To optimize the performance and experiment with improving the accuracy of our predictions, it is impor-
tant to analyze how much each sensor band contributes to distinguishing between the two different states. To
do this, we evaluated the information gain of each sensor. The results of our information gain analysis, as seen
in Table 5, indicate that the magnetic sensor has the weakest correlation to activity status, as one would
expect. Interestingly, temperature, audio, and humidity showed the highest information gain values, indicating
that they contributed the most towards determining activity status. These findings are consistent with what
one might expect. Temperature and humidity likely increase due to energy exertion and perspiration on the
part of the athletes. Given the confines of the closed-door basketball court, it is not surprising that the local
temperature and humidity would increase during such an activity. The impact on the audio sensor signature is
expected as well, as there is considerable difference between an empty court and a basketball game in-
progress.
7 | CONCLUSIONS & FUTURE WORK
Modern approaches to developing smart cities depend on augmenting existing infrastructure with fixed instruments, an
expensive process that requires careful planning in order to provide effective coverage to its service area. Instruments
TABLE 5 Information gain for sensor data readings based an active bas-ketball court vs. inactive basketball court
Sensor Type Gain Value
Temperature 0.677
Audio 0.675
Humidity 0.670
Illuminance 0.628
Pressure 0.565
Magnetic Field 0.012
REGALIA ET AL. | 395
must be installed adequately enough to deter sabotage yet be accessible enough to perform maintenance.

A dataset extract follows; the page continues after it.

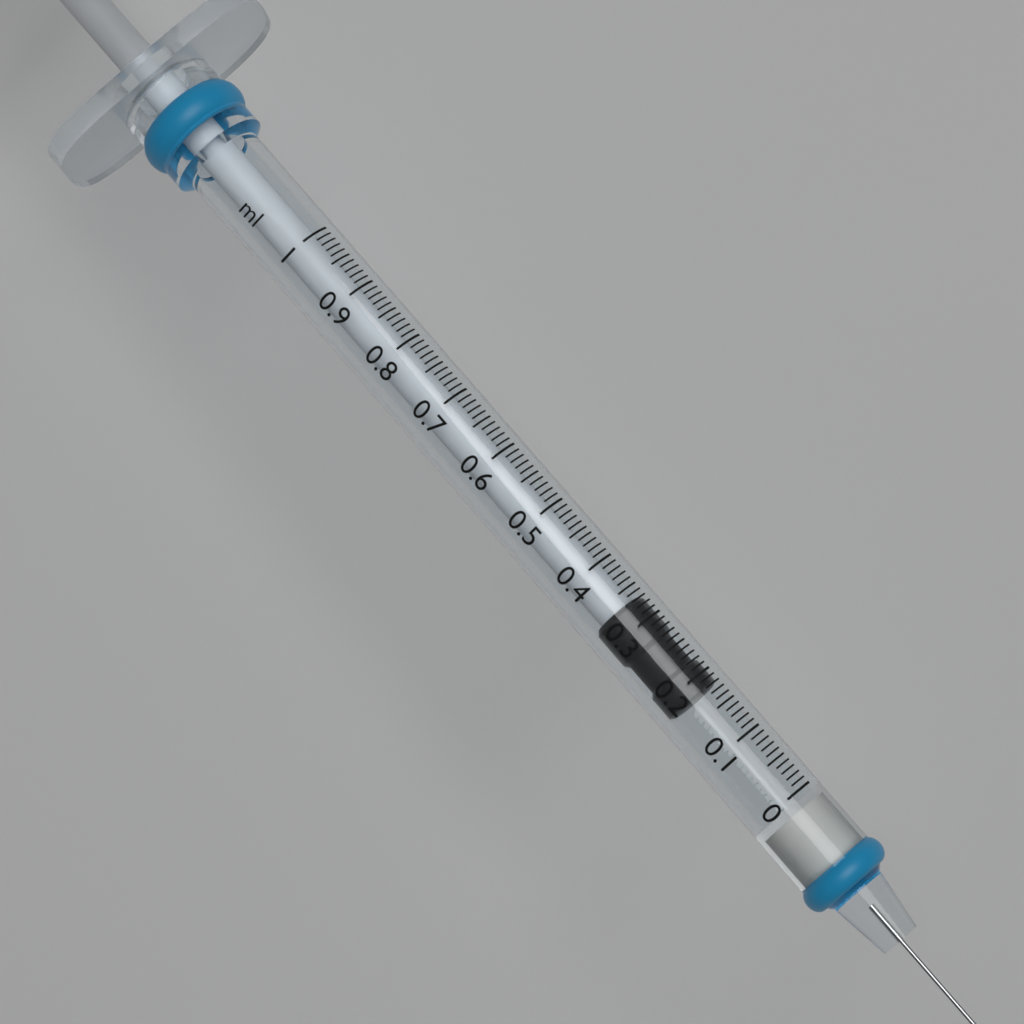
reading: 0.18 ml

Additionally,
these node-on-a-network instruments are susceptible to hacking attacks that can lead to compromised networks. In
this work, we proposed a mobile sensor-based platform that empowers citizens to collect and share information col-
lected via their mobile devices. This approach allows any environment to become equipped with a free ad-hoc sensor
network without depending on proprietary instrumentation. The platform requires only a few hundred milliseconds
worth of ambient sensor data to provide several practical service features, sparing users’ device batteries while preserv-
ing their privacy. And thus the proposed framework could be scaled to a variety of urban areas (e.g. university cam-
puses, shopping malls, city centers, suburbs). Compared to traditional smart city implementations, scaling this
framework to larger settings is not limited by physical infrastructure, spatial constraints or financial barriers since it
operates by creating an ad-hoc network on top of an existing and dynamic infrastructure. As a proof of concept, we
developed a system to collect and share crowdsensing data and showed multiple use-case scenarios about its usages
on a university campus.
Future work in this area will involve continued development of the GeoTracer application for data collection, sensor
signature training and place-type classification, and scaling both to more place (types) and participants. In addition, further
research will explore a temporally weighted approach to sensor value aggregation with the purpose of continually updat-
ing place-type classification models with the most recent sensor readings. Lastly, we are currently exploring methods for
fully implementing the sensors as a service model allowing ad-hoc querying of hyper-local environmental conditions.
ACKNOWLEDGEMENT
The authors would like to acknowledge partial support by the National Science Foundation (NSF) under award
1440202 EarthCube Building Blocks: Collaborative Proposal: GeoLink Leveraging Semantics and Linked Data for Data
Sharing and Discovery in the Geosciences and NSF award 1540849 EarthCube IA: Collaborative Proposal:
Cross-Domain Observational Metadata Environmental Sensing Network (X-DOMES).